Looking and Power (Reading Response: Practices of Looking)

What’s the relation between power and looking? To understand it, we need to first understand the relation between the sign, the observer, and the controller of the medium. I find myself disagreeing with Barthes (and agreeing with Peirce) in his conception of a ‘sign’ as a container of interpretation. The creator(s) intend to evoke some meaning for a piece, but it is not up to them or to the piece how it is finally perceived. Under Barthes’s view, there can be potentially endless amounts of signs derived from the same signifier, because there are potentially endless interpretations of any given signifier. What’s interesting is how those interpretations are constructed: they come from fundamental social stimuli that, in one way or another, are defined by political and/or cultural structures of power. We (generally) know what they want us to know, and we interpret new messages through the filters that they taught us.

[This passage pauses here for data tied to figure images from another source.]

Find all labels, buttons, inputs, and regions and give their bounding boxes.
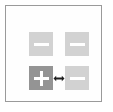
button-grid-panel bbox=[5, 5, 102, 102]
grid-button-top-left[interactable] bbox=[29, 32, 53, 56]
left-right-arrow-icon bbox=[53, 71, 65, 85]
grid-button-bottom-right[interactable] bbox=[65, 66, 89, 90]
minus-icon bbox=[70, 37, 85, 52]
button-grid bbox=[6, 6, 101, 101]
grid-button-top-right[interactable] bbox=[65, 32, 89, 56]
minus-icon bbox=[34, 37, 49, 52]
minus-icon bbox=[70, 71, 85, 86]
grid-button-bottom-left[interactable] bbox=[29, 66, 53, 90]
plus-icon bbox=[34, 71, 49, 86]
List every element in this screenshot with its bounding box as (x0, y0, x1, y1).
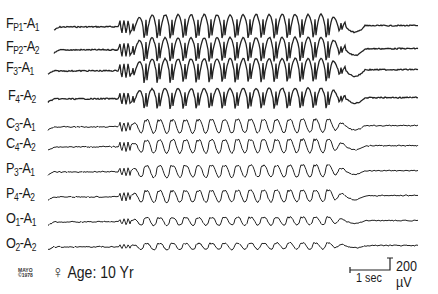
channel-label-fp1-a1: FP1-A1 (6, 15, 39, 35)
trace-o2-a2 (48, 242, 418, 250)
female-icon: ♀ (52, 262, 64, 282)
trace-c3-a1 (48, 119, 418, 134)
trace-f4-a2 (48, 88, 418, 109)
channel-label-f4-a2: F4-A2 (8, 87, 36, 107)
channel-label-p4-a2: P4-A2 (6, 185, 35, 205)
trace-c4-a2 (48, 139, 418, 154)
channel-label-f3-a1: F3-A1 (6, 59, 34, 79)
trace-p3-a1 (48, 165, 418, 179)
trace-f3-a1 (48, 58, 418, 83)
mayo-logo: MAYO ©1978 (18, 268, 33, 278)
channel-label-o2-a2: O2-A2 (6, 235, 36, 255)
trace-fp1-a1 (54, 14, 418, 39)
logo-copyright: ©1978 (18, 273, 33, 278)
channel-label-fp2-a2: FP2-A2 (6, 38, 39, 58)
age-label: Age: 10 Yr (67, 264, 133, 281)
channel-label-c4-a2: C4-A2 (6, 135, 35, 155)
patient-info: ♀Age: 10 Yr (52, 262, 134, 283)
channel-label-p3-a1: P3-A1 (6, 160, 35, 180)
amplitude-scale-label: 200 µV (396, 258, 434, 290)
trace-o1-a1 (48, 217, 418, 226)
channel-label-o1-a1: O1-A1 (6, 210, 36, 230)
channel-label-c3-a1: C3-A1 (6, 115, 35, 135)
time-scale-label: 1 sec (356, 271, 382, 285)
eeg-trace-canvas (0, 0, 438, 294)
trace-p4-a2 (48, 190, 418, 203)
trace-fp2-a2 (54, 37, 418, 62)
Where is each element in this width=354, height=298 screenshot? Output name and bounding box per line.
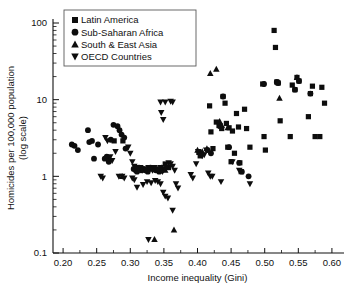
series-oecd-countries: [97, 99, 253, 243]
data-point: [222, 101, 227, 106]
x-tick-label: 0.20: [54, 257, 73, 268]
data-point: [232, 151, 237, 156]
data-point: [272, 28, 277, 33]
data-point: [112, 149, 119, 155]
legend-item-label: South & East Asia: [81, 39, 158, 50]
scatter-plot-figure: 1001010.10.200.250.300.350.400.450.500.5…: [0, 0, 354, 298]
x-tick-label: 0.35: [155, 257, 174, 268]
data-point: [275, 80, 281, 86]
data-point: [263, 147, 268, 152]
data-point: [89, 138, 95, 144]
data-point: [169, 208, 176, 214]
data-point: [140, 182, 147, 188]
x-tick-label: 0.25: [87, 257, 106, 268]
data-point: [261, 81, 267, 87]
data-point: [207, 70, 214, 76]
data-point: [213, 66, 220, 72]
x-tick-label: 0.60: [323, 257, 342, 268]
y-tick-label: 1: [42, 171, 47, 182]
x-tick-label: 0.45: [222, 257, 241, 268]
circle-marker-icon: [72, 29, 79, 36]
data-point: [236, 160, 242, 166]
data-point: [276, 95, 283, 101]
data-point: [134, 185, 141, 191]
data-point: [85, 127, 91, 133]
x-tick-label: 0.30: [121, 257, 140, 268]
data-point: [313, 134, 318, 139]
data-point: [292, 87, 298, 93]
data-point: [145, 237, 152, 243]
data-point: [273, 45, 278, 50]
data-point: [288, 134, 293, 139]
y-tick-label: 0.1: [34, 247, 47, 258]
series-sub-saharan-africa: [69, 78, 313, 179]
data-point: [151, 236, 158, 242]
legend-item-label: Latin America: [81, 14, 139, 25]
data-point: [319, 85, 324, 90]
plot-canvas: 1001010.10.200.250.300.350.400.450.500.5…: [0, 0, 354, 298]
data-point: [307, 91, 313, 97]
data-point: [75, 147, 81, 153]
data-point: [310, 84, 315, 89]
data-point: [162, 99, 169, 105]
data-point: [190, 175, 197, 181]
data-point: [306, 114, 311, 119]
data-point: [230, 128, 235, 133]
data-point: [95, 142, 101, 148]
data-point: [148, 180, 155, 186]
data-point: [278, 118, 283, 123]
data-point: [171, 168, 178, 174]
data-point: [247, 181, 254, 187]
x-tick-label: 0.40: [188, 257, 207, 268]
data-point: [193, 161, 200, 167]
data-point: [317, 134, 322, 139]
data-point: [220, 94, 226, 100]
x-tick-label: 0.55: [289, 257, 308, 268]
data-point: [175, 186, 182, 192]
data-point: [236, 124, 241, 129]
data-point: [91, 156, 97, 162]
data-point: [242, 107, 247, 112]
data-point: [208, 150, 214, 156]
data-point: [127, 151, 134, 157]
data-point: [322, 101, 327, 106]
square-marker-icon: [72, 17, 78, 23]
data-point: [121, 135, 127, 141]
data-point: [208, 129, 213, 134]
data-point: [290, 82, 295, 87]
legend-item-label: Sub-Saharan Africa: [81, 27, 164, 38]
data-point: [218, 179, 225, 185]
y-axis-title-line1: Homicides per 100,000 population: [5, 66, 16, 210]
y-axis-title-line2: (log scale): [17, 116, 28, 160]
chart-legend: Latin AmericaSub-Saharan AfricaSouth & E…: [64, 10, 196, 66]
data-point: [246, 173, 252, 179]
x-tick-label: 0.50: [255, 257, 274, 268]
y-tick-label: 100: [31, 17, 47, 28]
data-point: [171, 227, 178, 233]
data-point: [244, 126, 249, 131]
data-point: [158, 110, 165, 116]
data-point: [207, 103, 212, 108]
x-axis-title: Income inequality (Gini): [148, 272, 248, 283]
legend-item-label: OECD Countries: [81, 51, 152, 62]
data-point: [226, 144, 232, 150]
data-point: [247, 145, 252, 150]
data-point: [261, 134, 266, 139]
data-point: [160, 117, 167, 123]
y-tick-label: 10: [36, 94, 47, 105]
data-point: [234, 111, 239, 116]
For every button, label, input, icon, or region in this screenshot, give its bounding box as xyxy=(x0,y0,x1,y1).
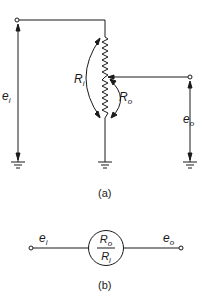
wiper-arrow-icon xyxy=(108,75,114,79)
ground-right-icon xyxy=(183,162,197,168)
block-denominator: Ri xyxy=(91,251,121,265)
label-ri: Ri xyxy=(74,73,84,88)
caption-a: (a) xyxy=(98,188,111,199)
output-terminal xyxy=(188,75,192,79)
ground-left-icon xyxy=(11,162,25,168)
top-wire xyxy=(19,20,105,37)
ri-arc xyxy=(86,39,100,117)
label-block-ei: ei xyxy=(39,232,47,247)
block-output-terminal xyxy=(179,246,183,250)
caption-b: (b) xyxy=(98,280,111,291)
potentiometer-resistor xyxy=(102,37,108,118)
label-block-eo: eo xyxy=(163,232,174,247)
input-terminal xyxy=(15,18,19,22)
block-numerator: Ro xyxy=(91,234,121,248)
block-input-terminal xyxy=(29,246,33,250)
label-ro: Ro xyxy=(119,91,132,106)
label-eo: eo xyxy=(183,113,194,128)
ground-center-icon xyxy=(98,162,112,168)
figure-canvas: ei Ri Ro eo (a) ei eo Ro Ri (b) xyxy=(0,0,208,307)
label-ei: ei xyxy=(2,90,10,105)
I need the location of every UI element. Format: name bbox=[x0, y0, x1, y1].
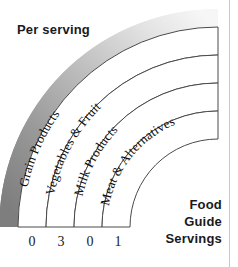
serving-value-milk-products: 0 bbox=[80, 234, 100, 250]
per-serving-label: Per serving bbox=[17, 22, 90, 37]
caption-line-food: Food bbox=[165, 196, 222, 213]
caption-line-servings: Servings bbox=[165, 230, 222, 247]
caption-line-guide: Guide bbox=[165, 213, 222, 230]
serving-value-meat-alternatives: 1 bbox=[108, 234, 128, 250]
food-guide-servings-caption: Food Guide Servings bbox=[165, 196, 222, 247]
servings-values-row: 0 3 0 1 bbox=[18, 234, 140, 254]
food-guide-graphic: Grain Products Vegetables & Fruit Milk P… bbox=[0, 0, 238, 267]
serving-value-vegetables-fruit: 3 bbox=[51, 234, 71, 250]
serving-value-grain-products: 0 bbox=[22, 234, 42, 250]
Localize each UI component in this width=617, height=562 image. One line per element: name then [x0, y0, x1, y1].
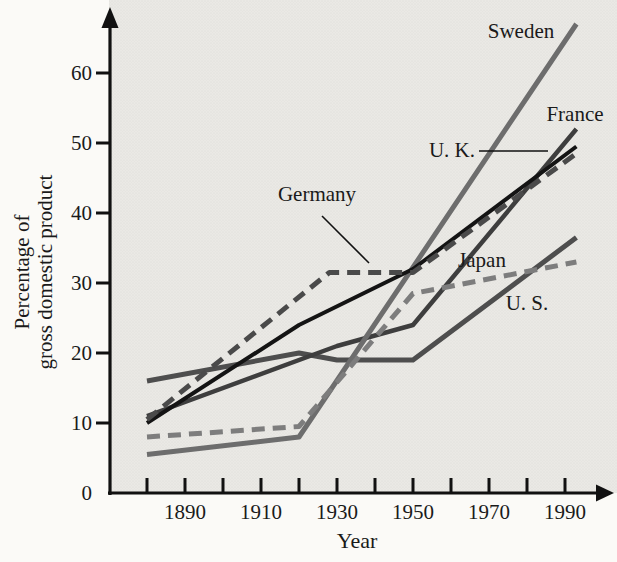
y-tick-label: 10: [71, 411, 92, 435]
line-chart: 0102030405060189019101930195019701990 U.…: [0, 0, 617, 562]
x-tick-label: 1930: [316, 500, 358, 524]
y-tick-label: 60: [71, 61, 92, 85]
x-tick-label: 1970: [468, 500, 510, 524]
y-tick-label: 20: [71, 341, 92, 365]
y-tick-label: 50: [71, 131, 92, 155]
x-tick-label: 1990: [544, 500, 586, 524]
series-label-france: France: [546, 102, 603, 126]
y-axis-title-line2: gross domestic product: [33, 174, 57, 369]
series-label-germany: Germany: [278, 182, 357, 206]
y-tick-label: 40: [71, 201, 92, 225]
series-label-sweden: Sweden: [488, 19, 555, 43]
series-label-us: U. S.: [506, 291, 549, 315]
y-tick-label: 30: [71, 271, 92, 295]
x-tick-label: 1910: [240, 500, 282, 524]
x-tick-label: 1950: [392, 500, 434, 524]
x-axis-title: Year: [337, 528, 378, 553]
y-tick-label: 0: [82, 481, 93, 505]
chart-figure: 0102030405060189019101930195019701990 U.…: [0, 0, 617, 562]
series-label-japan: Japan: [458, 248, 506, 272]
series-label-uk: U. K.: [429, 138, 475, 162]
y-axis-title-line1: Percentage of: [10, 215, 34, 330]
x-tick-label: 1890: [164, 500, 206, 524]
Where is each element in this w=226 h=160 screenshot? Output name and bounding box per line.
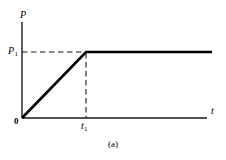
y-axis-label: P (20, 10, 26, 20)
x-tick-label-t1: t1 (81, 121, 88, 133)
origin-label: 0 (14, 117, 19, 126)
y-tick-label-p1-subscript: 1 (14, 50, 18, 58)
figure-container: P P1 0 t1 t (a) (0, 0, 226, 160)
plot-canvas (0, 0, 226, 160)
figure-caption: (a) (0, 140, 226, 149)
x-axis-label: t (211, 106, 214, 116)
x-tick-label-t1-subscript: 1 (84, 125, 88, 133)
y-tick-label-p1: P1 (8, 46, 18, 58)
pressure-curve (22, 52, 212, 118)
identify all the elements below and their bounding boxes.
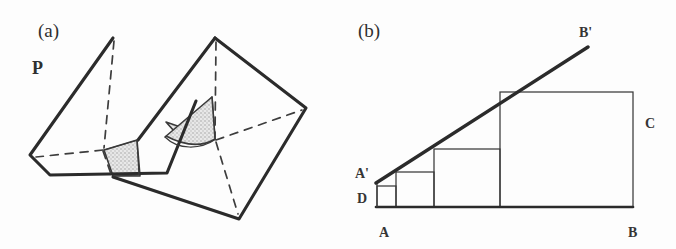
panel-b-label: (b) [358,20,380,42]
label-B: B [628,225,637,240]
figure-canvas: (a) P (b) [0,0,676,249]
label-A-prime: A' [355,166,369,181]
canvas-background [0,0,676,249]
label-C: C [645,116,655,131]
label-B-prime: B' [579,25,592,40]
panel-a-label: (a) [38,20,59,42]
plane-p-label: P [32,58,43,78]
label-D: D [357,191,367,206]
figure-root: (a) P (b) [0,0,676,249]
label-A: A [379,225,390,240]
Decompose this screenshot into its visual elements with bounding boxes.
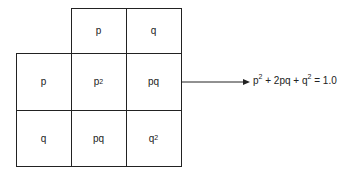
grid-line [126,8,127,167]
header-label: p [96,25,102,36]
row-header-q: q [16,110,71,166]
header-label: p [41,76,47,87]
cell-base: pq [93,133,104,144]
column-header-q: q [126,8,181,53]
grid-line [16,53,17,167]
cell-pq-top: pq [126,53,181,110]
cell-p-squared: p2 [71,53,126,110]
cell-base: pq [148,76,159,87]
grid-line [16,53,182,54]
hardy-weinberg-equation: p2 + 2pq + q2 = 1.0 [253,75,337,86]
eq-term: + 2pq + q [262,75,307,86]
row-header-p: p [16,53,71,110]
grid-line [181,8,182,167]
cell-q-squared: q2 [126,110,181,166]
eq-term: = 1.0 [311,75,336,86]
arrow-right-icon [181,77,251,87]
header-label: q [151,25,157,36]
grid-line [16,166,182,167]
grid-line [16,110,182,111]
cell-pq-bottom: pq [71,110,126,166]
grid-line [71,8,72,167]
column-header-p: p [71,8,126,53]
header-label: q [41,133,47,144]
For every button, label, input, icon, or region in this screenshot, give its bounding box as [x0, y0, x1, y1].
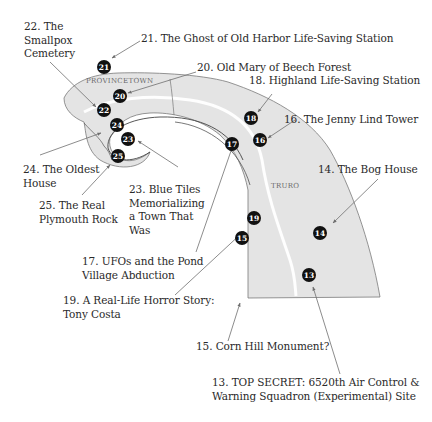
marker-20[interactable]: 20: [113, 89, 127, 103]
marker-18[interactable]: 18: [244, 111, 258, 125]
svg-text:20: 20: [115, 92, 125, 101]
label-17-line-1: 17. UFOs and the Pond: [82, 255, 203, 269]
label-25-line-2: Plymouth Rock: [39, 213, 118, 227]
label-20: 20. Old Mary of Beech Forest: [197, 61, 351, 75]
label-13: 13. TOP SECRET: 6520th Air Control & War…: [212, 376, 419, 403]
label-23: 23. Blue Tiles Memorializing a Town That…: [129, 183, 205, 237]
svg-text:13: 13: [304, 271, 314, 280]
marker-13[interactable]: 13: [302, 268, 316, 282]
label-15-line: 15. Corn Hill Monument?: [196, 340, 329, 354]
svg-text:17: 17: [227, 140, 237, 149]
label-24-line-1: 24. The Oldest: [23, 163, 99, 177]
label-22-line-2: Smallpox: [24, 34, 75, 48]
marker-14[interactable]: 14: [313, 226, 327, 240]
label-17: 17. UFOs and the Pond Village Abduction: [82, 255, 203, 282]
label-25: 25. The Real Plymouth Rock: [39, 199, 118, 226]
marker-21[interactable]: 21: [97, 60, 111, 74]
marker-16[interactable]: 16: [253, 133, 267, 147]
label-23-line-3: a Town That: [129, 210, 205, 224]
label-24-line-2: House: [23, 177, 99, 191]
label-13-line-2: Warning Squadron (Experimental) Site: [212, 390, 419, 404]
label-18: 18. Highland Life-Saving Station: [249, 74, 420, 88]
svg-text:21: 21: [99, 63, 109, 72]
label-22-line-3: Cemetery: [24, 47, 75, 61]
label-16-line: 16. The Jenny Lind Tower: [284, 113, 418, 127]
svg-text:16: 16: [255, 136, 265, 145]
label-23-line-4: Was: [129, 224, 205, 238]
label-19-line-1: 19. A Real-Life Horror Story:: [63, 294, 215, 308]
label-24: 24. The Oldest House: [23, 163, 99, 190]
label-20-line: 20. Old Mary of Beech Forest: [197, 61, 351, 75]
label-21: 21. The Ghost of Old Harbor Life-Saving …: [141, 32, 393, 46]
label-25-line-1: 25. The Real: [39, 199, 118, 213]
marker-23[interactable]: 23: [121, 132, 135, 146]
marker-25[interactable]: 25: [111, 149, 125, 163]
marker-22[interactable]: 22: [97, 103, 111, 117]
marker-17[interactable]: 17: [225, 137, 239, 151]
svg-text:23: 23: [123, 135, 133, 144]
town-label-truro: TRURO: [271, 182, 299, 190]
label-21-line: 21. The Ghost of Old Harbor Life-Saving …: [141, 32, 393, 46]
label-19-line-2: Tony Costa: [63, 308, 215, 322]
svg-text:14: 14: [315, 229, 325, 238]
town-label-provincetown: PROVINCETOWN: [86, 77, 153, 85]
label-22-line-1: 22. The: [24, 20, 75, 34]
label-14: 14. The Bog House: [318, 163, 418, 177]
label-15: 15. Corn Hill Monument?: [196, 340, 329, 354]
label-17-line-2: Village Abduction: [82, 269, 203, 283]
label-16: 16. The Jenny Lind Tower: [284, 113, 418, 127]
marker-24[interactable]: 24: [110, 118, 124, 132]
marker-15[interactable]: 15: [235, 231, 249, 245]
svg-text:19: 19: [249, 214, 259, 223]
svg-text:25: 25: [113, 152, 123, 161]
label-22: 22. The Smallpox Cemetery: [24, 20, 75, 61]
svg-text:15: 15: [237, 234, 247, 243]
svg-text:24: 24: [112, 121, 122, 130]
label-23-line-2: Memorializing: [129, 197, 205, 211]
marker-19[interactable]: 19: [247, 211, 261, 225]
label-19: 19. A Real-Life Horror Story: Tony Costa: [63, 294, 215, 321]
svg-text:18: 18: [246, 114, 256, 123]
label-18-line: 18. Highland Life-Saving Station: [249, 74, 420, 88]
label-14-line: 14. The Bog House: [318, 163, 418, 177]
svg-text:22: 22: [99, 106, 109, 115]
label-13-line-1: 13. TOP SECRET: 6520th Air Control &: [212, 376, 419, 390]
label-23-line-1: 23. Blue Tiles: [129, 183, 205, 197]
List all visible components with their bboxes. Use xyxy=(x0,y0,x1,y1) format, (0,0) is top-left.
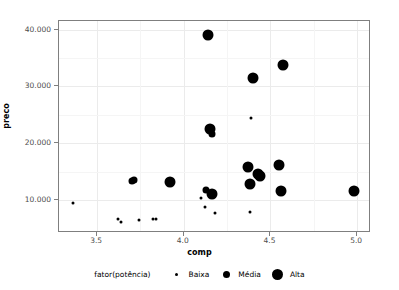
gridline-vertical-minor xyxy=(314,21,315,231)
data-point xyxy=(244,179,255,190)
data-point xyxy=(214,211,217,214)
data-point xyxy=(164,177,175,188)
data-point xyxy=(137,218,140,221)
gridline-horizontal xyxy=(59,143,369,144)
gridline-horizontal xyxy=(59,30,369,31)
y-axis-tick xyxy=(54,199,58,200)
legend-point-icon xyxy=(175,273,178,276)
data-point xyxy=(203,205,206,208)
legend-point-icon xyxy=(223,271,230,278)
x-axis-tick-label: 3.5 xyxy=(90,236,102,245)
legend-glyph-box xyxy=(169,266,185,282)
data-point xyxy=(155,218,158,221)
data-point xyxy=(130,177,137,184)
x-axis-tick-label: 5.0 xyxy=(350,236,362,245)
gridline-horizontal xyxy=(59,86,369,87)
legend-key-baixa: Baixa xyxy=(169,266,210,282)
data-point xyxy=(348,185,359,196)
x-axis-title: comp xyxy=(0,248,399,257)
size-legend: fator(potência) BaixaMédiaAlta xyxy=(0,266,399,282)
gridline-horizontal-minor xyxy=(59,115,369,116)
legend-glyph-box xyxy=(270,266,286,282)
gridline-vertical-minor xyxy=(140,21,141,231)
x-axis-tick-label: 4.0 xyxy=(177,236,189,245)
data-point xyxy=(71,201,74,204)
y-axis-tick xyxy=(54,142,58,143)
y-axis-tick xyxy=(54,85,58,86)
data-point xyxy=(208,130,215,137)
data-point xyxy=(275,185,286,196)
plot-panel xyxy=(58,20,370,232)
gridline-horizontal-minor xyxy=(59,58,369,59)
data-point xyxy=(248,210,251,213)
legend-glyph-box xyxy=(218,266,234,282)
legend-label: Média xyxy=(238,270,261,279)
y-axis-tick xyxy=(54,29,58,30)
data-point xyxy=(116,218,119,221)
scatter-plot: 10.00020.00030.00040.0003.54.04.55.0 pre… xyxy=(0,0,399,290)
gridline-vertical-minor xyxy=(227,21,228,231)
legend-title: fator(potência) xyxy=(94,270,150,279)
data-point xyxy=(200,196,203,199)
legend-key-média: Média xyxy=(218,266,261,282)
gridline-horizontal xyxy=(59,200,369,201)
data-point xyxy=(203,30,214,41)
data-point xyxy=(274,159,285,170)
legend-point-icon xyxy=(272,269,283,280)
y-axis-tick-label: 40.000 xyxy=(25,24,51,33)
data-point xyxy=(242,162,253,173)
gridline-horizontal-minor xyxy=(59,172,369,173)
legend-label: Alta xyxy=(290,270,305,279)
y-axis-tick-label: 20.000 xyxy=(25,138,51,147)
data-point xyxy=(248,72,259,83)
data-point xyxy=(255,171,266,182)
data-point xyxy=(120,221,123,224)
y-axis-tick-label: 10.000 xyxy=(25,195,51,204)
data-point xyxy=(250,116,253,119)
y-axis-title: preco xyxy=(2,103,11,128)
legend-keys: BaixaMédiaAlta xyxy=(169,266,305,282)
data-point xyxy=(206,189,217,200)
data-point xyxy=(277,60,288,71)
y-axis-tick-label: 30.000 xyxy=(25,81,51,90)
legend-key-alta: Alta xyxy=(270,266,305,282)
legend-label: Baixa xyxy=(189,270,210,279)
x-axis-tick-label: 4.5 xyxy=(263,236,275,245)
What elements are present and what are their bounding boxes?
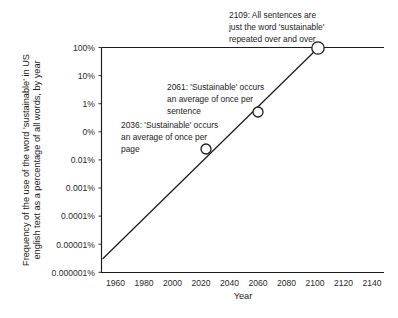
y-tick-label: 0.001%	[66, 183, 96, 193]
annotation-2036-line-3: page	[121, 144, 140, 154]
y-tick-label: 0.000001%	[52, 268, 96, 278]
x-tick-label: 2000	[163, 278, 182, 288]
y-axis-title-line-2: english text as a percentage of all word…	[32, 60, 42, 259]
chart-container: 100% 10% 1% 0% 0.01% 0.001% 0.0001% 0.00…	[0, 0, 398, 318]
y-tick-labels: 100% 10% 1% 0% 0.01% 0.001% 0.0001% 0.00…	[52, 43, 96, 278]
x-tick-labels: 1960 1980 2000 2020 2040 2060 2080 2100 …	[106, 278, 382, 288]
x-tick-label: 2140	[362, 278, 381, 288]
y-tick-label: 100%	[73, 43, 95, 53]
x-tick-label: 2120	[334, 278, 353, 288]
y-axis-title-line-1: Frequency of the use of the word 'sustai…	[21, 54, 31, 266]
sustainable-frequency-line-chart: 100% 10% 1% 0% 0.01% 0.001% 0.0001% 0.00…	[0, 0, 398, 318]
x-tick-label: 1980	[134, 278, 153, 288]
x-tick-label: 1960	[106, 278, 125, 288]
x-axis-title: Year	[234, 291, 253, 301]
annotation-2109-line-1: 2109: All sentences are	[229, 10, 316, 20]
annotation-2109: 2109: All sentences are just the word 's…	[228, 10, 325, 44]
x-tick-label: 2080	[277, 278, 296, 288]
y-tick-label: 0.0001%	[61, 211, 95, 221]
annotation-2061-line-2: an average of once per	[167, 94, 253, 104]
x-tick-label: 2020	[191, 278, 210, 288]
annotation-2061-line-1: 2061: 'Sustainable' occurs	[167, 82, 264, 92]
y-tick-label: 10%	[78, 71, 96, 81]
x-tick-label: 2100	[305, 278, 324, 288]
y-axis-title: Frequency of the use of the word 'sustai…	[21, 54, 42, 266]
annotation-2036-line-1: 2036: 'Sustainable' occurs	[121, 120, 218, 130]
y-tick-label: 0.00001%	[56, 240, 95, 250]
data-point-2036[interactable]	[201, 144, 211, 154]
annotation-2061: 2061: 'Sustainable' occurs an average of…	[167, 82, 264, 116]
y-tick-label: 0.01%	[71, 155, 96, 165]
annotation-2036-line-2: an average of once per	[121, 132, 207, 142]
x-tick-label: 2060	[248, 278, 267, 288]
y-tick-label: 0%	[83, 127, 96, 137]
annotation-2109-line-3: repeated over and over	[229, 34, 316, 44]
annotation-2109-line-2: just the word 'sustainable'	[228, 22, 325, 32]
y-tick-label: 1%	[83, 99, 96, 109]
annotation-2061-line-3: sentence	[167, 106, 201, 116]
data-point-2061[interactable]	[253, 107, 263, 117]
x-tick-label: 2040	[220, 278, 239, 288]
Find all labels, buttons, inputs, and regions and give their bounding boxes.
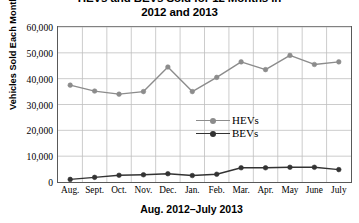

But we also have some degree of control over this process (to the extent that we are aware of these external structures of control, at least). We can decide to process signifiers critically, seek out contrasting ones, or, if we’re lucky, ignore them. That’s where the role of the medium comes in. In an open, unregulated, and freely navigable medium such as the web, the observer can escape to or from signifiers at will, but in public open spaces, the regulators have all the cards. A politician might perform a blitz-campaign where no living citizen could escape their imagery, thus inciting them to vote for them almost through sensorial saturation (which happened in Chile in 2009), or a brand might embed itself in the landscape of any and all businesses related to itself (the way Coca-Cola has), thus inserting itself in consumer’s minds in a very much subliminal fashion. On the other hand, regulators can deny the exhibition of any signifier they deem unfit, thus exerting their power over the visual landscape that we inhabit daily.